Bahaa Abu-Raya, Kinga K. Smolen, Fabienne Willems, Tobias R. Kollmann, Arnaud Marchant

Abstract

The transfer of maternal immune factors to the newborn is critical for protection from infectious disease in early life. Maternally acquired passive immunity provides protection until the infant is beyond early life's increased susceptibility to severe infections or until active immunity is achieved following infant's primary immunization. However, as reviewed here, human immunodeficiency virus (HIV) infection alters the transfer of immune factors from HIV-infected mothers to the HIV-exposed newborns and young infants. This may relate to the immune activation in HIV-infected pregnant women, associated with the production of inflammatory cytokines at the maternofetal interface associated with inflammatory responses in the newborn. We also summarize mother-targeting interventions to improve the health of infants born to HIV-infected women, such as immunization during pregnancy and reduction of maternal inflammation. Maternal immunization offers the potential to compensate for the decreased transplacentally transferred maternal antibodies observed in HIV-exposed infants. Current data suggest reduced immunogenicity of vaccines in HIV-infected pregnant women, possibly reducing the protective impact of maternal immunization for HIV-exposed infants.

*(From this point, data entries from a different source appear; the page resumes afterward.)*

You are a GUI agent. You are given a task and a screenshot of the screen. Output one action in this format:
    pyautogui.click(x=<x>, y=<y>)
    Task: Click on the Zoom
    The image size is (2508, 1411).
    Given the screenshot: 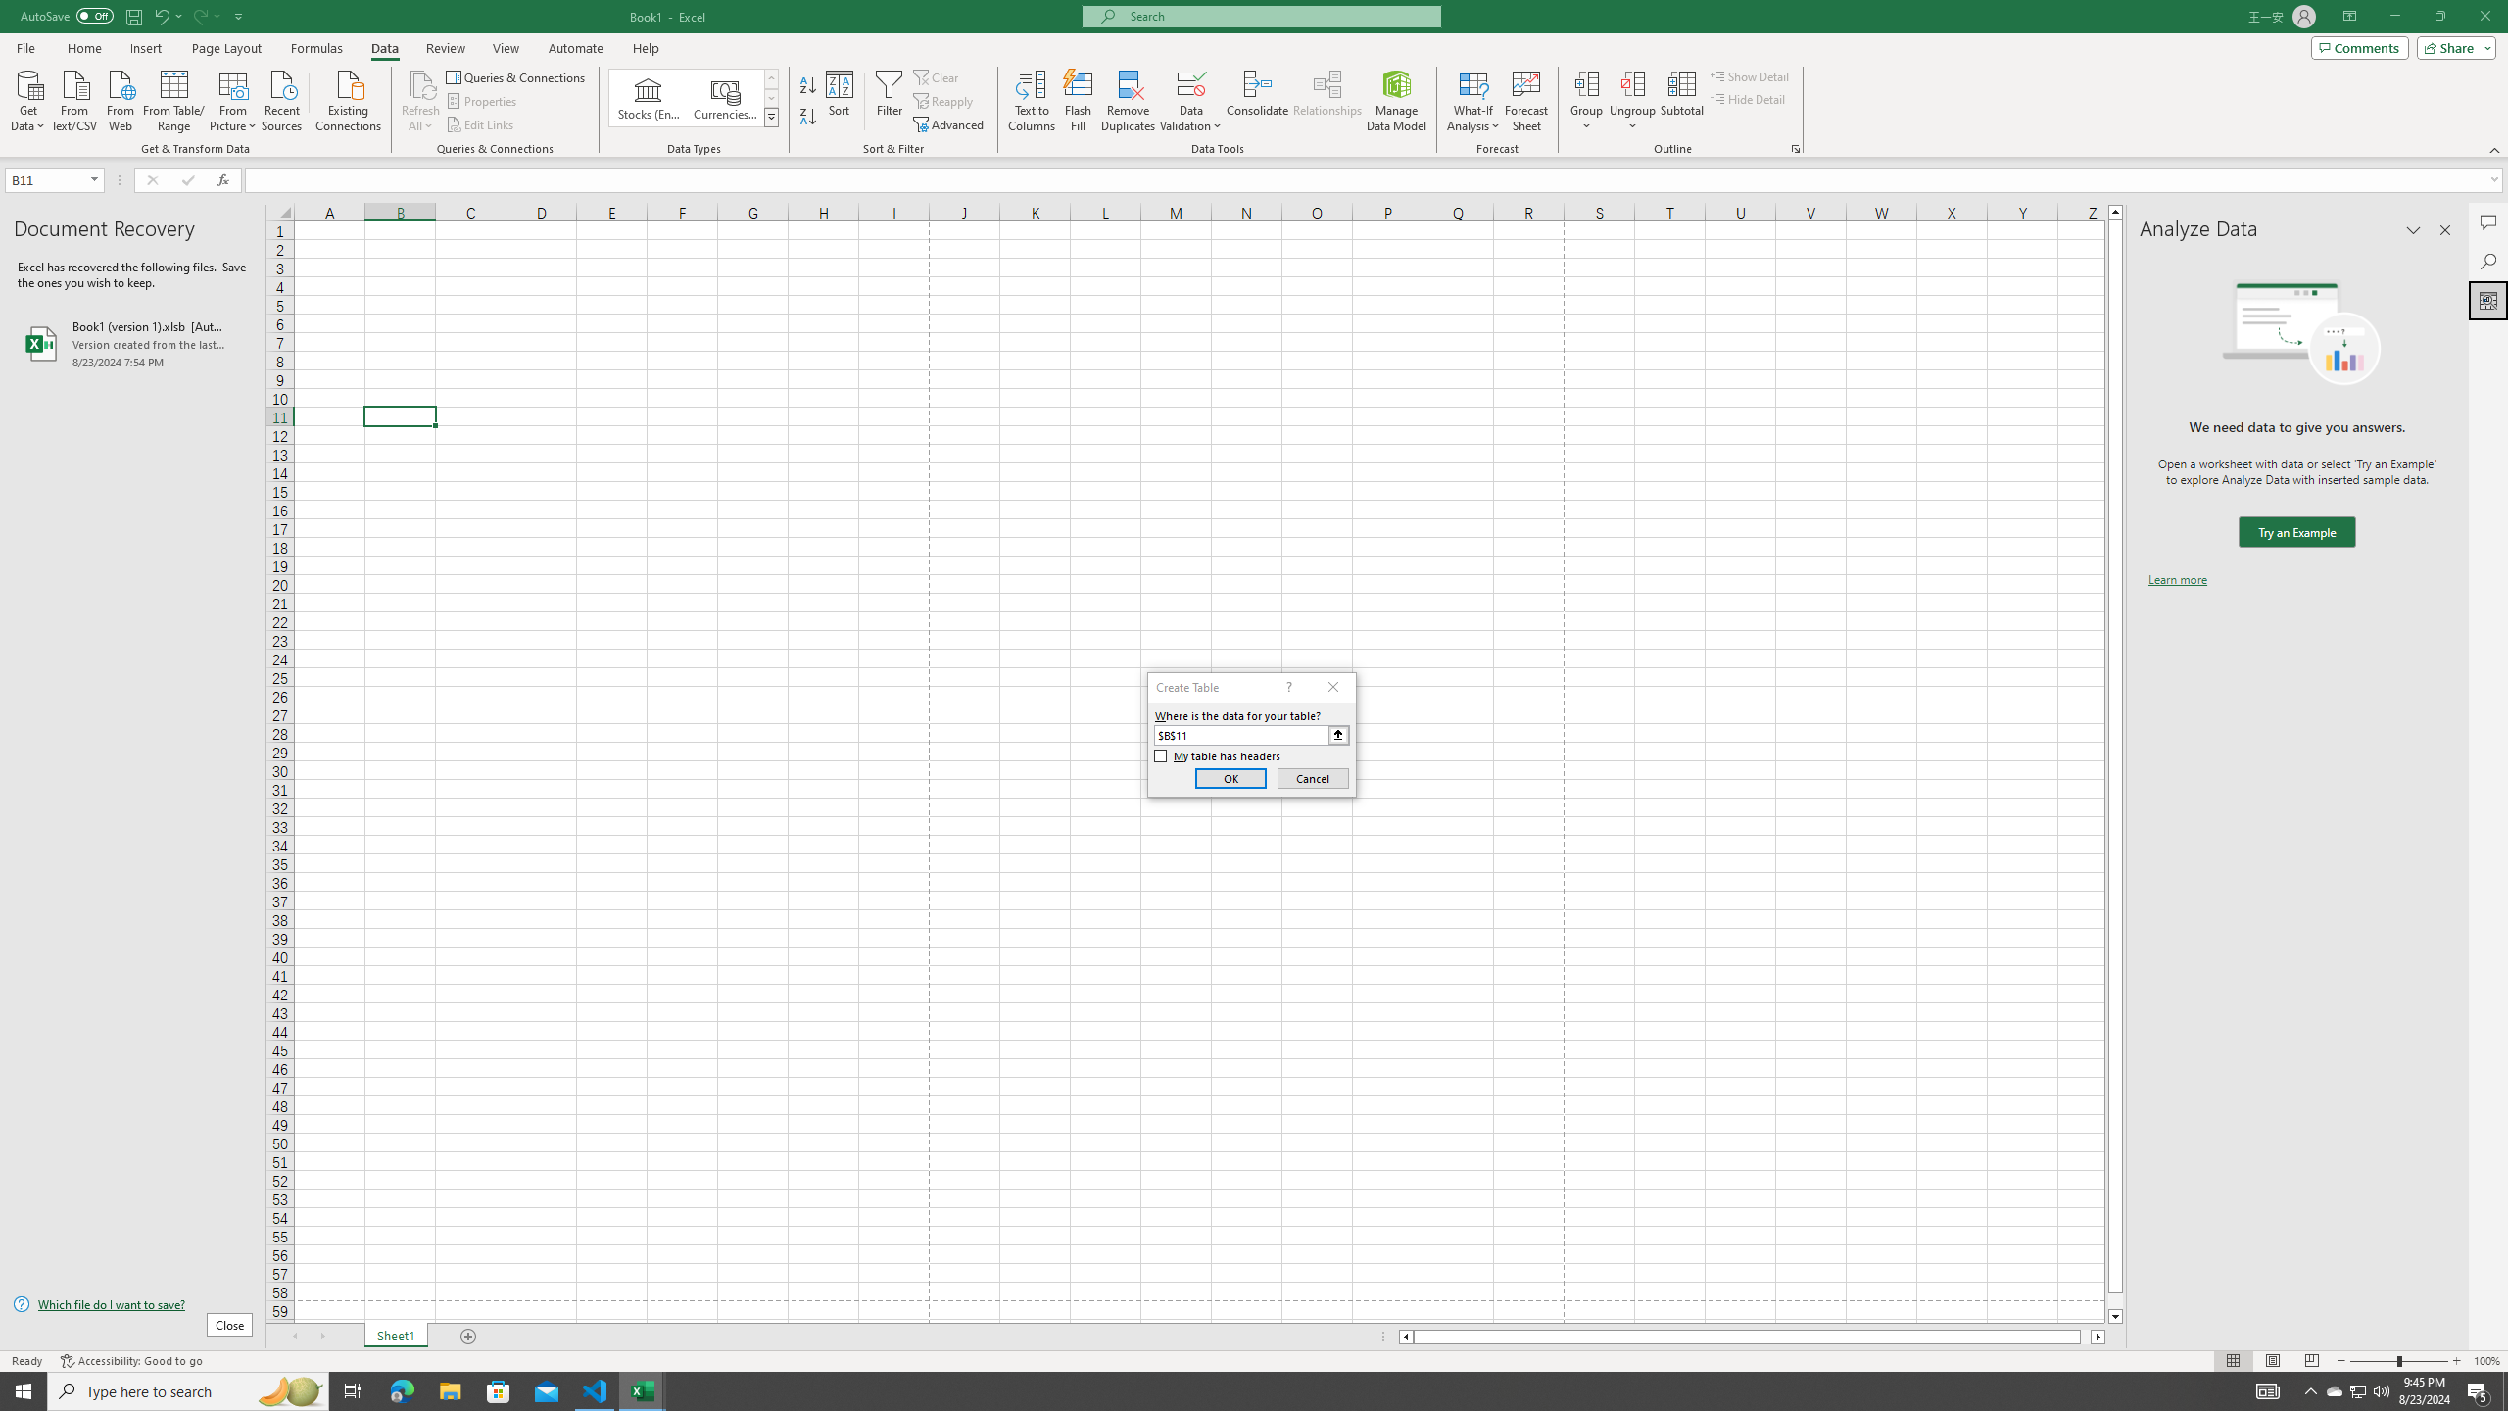 What is the action you would take?
    pyautogui.click(x=2398, y=1361)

Fortunately, levels of antibodies appear preserved in the breast milk of HIV-infected women, which supports the recommendation to breast-feed during antiretroviral treatment to protect HIV-exposed infants.

X Demographics

X Demographics

The data shown below were collected from the profiles of 6 X users who shared this research output. Click here to find out more about how the information was compiled.
Mendeley readers

Mendeley readers

The data shown below were compiled from readership statistics for 103 Mendeley readers of this research output. Click here to see the associated Mendeley record.

Geographical breakdown

Country Count As %
Brazil 1 <1%
Unknown 102 99%

Demographic breakdown

Readers by professional status Count As %
Student > Ph. D. Student 22 21%
Researcher 12 12%
Student > Master 11 11%
Student > Doctoral Student 7 7%
Student > Postgraduate 7 7%
Other 17 17%
Unknown 27 26%
Readers by discipline Count As %
Immunology and Microbiology 20 19%
Medicine and Dentistry 19 18%
Agricultural and Biological Sciences 12 12%
Biochemistry, Genetics and Molecular Biology 8 8%
Nursing and Health Professions 2 2%
Other 11 11%
Unknown 31 30%
Attention Score in Context

Attention Score in Context

This research output has an Altmetric Attention Score of 2. This is our high-level measure of the quality and quantity of online attention that it has received. This Attention Score, as well as the ranking and number of research outputs shown below, was calculated when the research output was last mentioned on 18 October 2016.
All research outputs
#15,168,167
of 25,371,288 outputs
Outputs from Frontiers in immunology
#14,202
of 31,513 outputs
Outputs of similar age
#193,708
of 348,486 outputs
Outputs of similar age from Frontiers in immunology
#69
of 148 outputs
Altmetric has tracked 25,371,288 research outputs across all sources so far. This one is in the 38th percentile – i.e., 38% of other outputs scored the same or lower than it.
So far Altmetric has tracked 31,513 research outputs from this source. They typically receive more attention than average, with a mean Attention Score of 8.4. This one has gotten more attention than average, scoring higher than 52% of its peers.
Older research outputs will score higher simply because they've had more time to accumulate mentions. To account for age we can compare this Altmetric Attention Score to the 348,486 tracked outputs that were published within six weeks on either side of this one in any source. This one is in the 42nd percentile – i.e., 42% of its contemporaries scored the same or lower than it.
We're also able to compare this research output to 148 others from the same source and published within six weeks on either side of this one. This one has gotten more attention than average, scoring higher than 51% of its contemporaries.